After that it's wood from stone/water/air, metal from stone/fire/water, crystal from stone/fire/air, and plasma/energy from fire/water/air.

I usually think of it as eight elements:

Metal -- Fire -- Light
Earth ------------- Air
Dust - Water - Wood

With Wood being essentially life energy; Dust anything in-between solids and liquids: snow, ashes, sand, etc... and Light covering lightning and shadow.

Getting shitfaced also part of martial arts, it's called Drunken Style-fists

Naruto's magic system is the only good part of it.

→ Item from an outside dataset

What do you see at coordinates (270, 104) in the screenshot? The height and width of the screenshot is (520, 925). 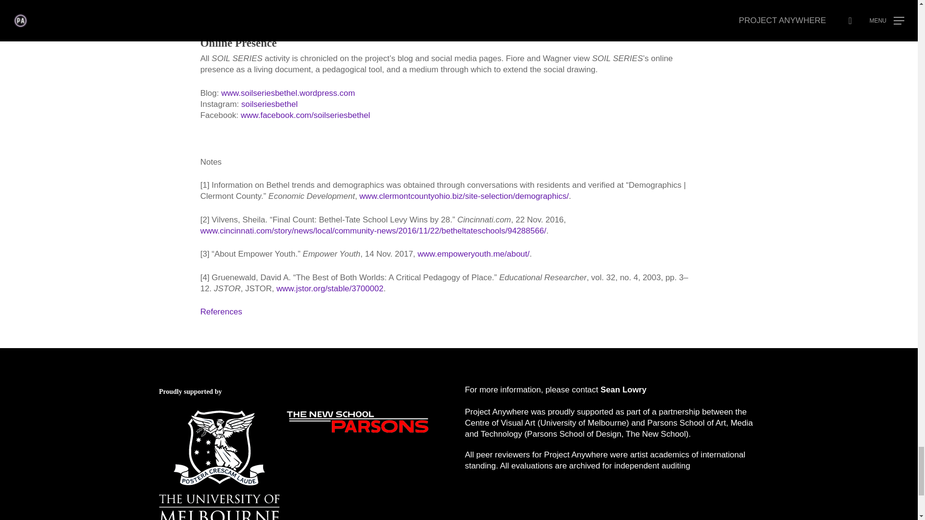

Why Void element is kinda rare?

Winds/Air is covered by Wood actually.

Dry as opposed to the wet mist on the other side. OK, that I can understand.

And I never really followed Naruto, but I'm open minded : I'm always happy to discover a new elemental system. As uninspired as they may be, I love to see how their logic connects to the worldbuilding.

I think my favourite is probably the Mage the Awakening with the Spheres and the Entropy/Balance/Order trinity. Awesome stuff, really.

Because Nature abhors it. Obviously.

It was interesting to see it used in L5R, though.
And even more interesting to discover that this was used because of Miyamoto Musashi's book where he himself didn't use the traditional WuXing cycle, but instead the fire / water / earth / air / void ensemble

Man Naruto got convoluted with its elements

Shouldn't Life and Death be at opposites?

>not using Spheres

Damned Disparates.

Reserved for Western/Occidental Occult though

I don't see any Lightning/Thunder element in either Wu Xing or Godai. So why put in there?

Yes, that was what I was referring to. Congratulations on pointing out the fucking obvious.

It's almost like people don't actually read the thread before replying!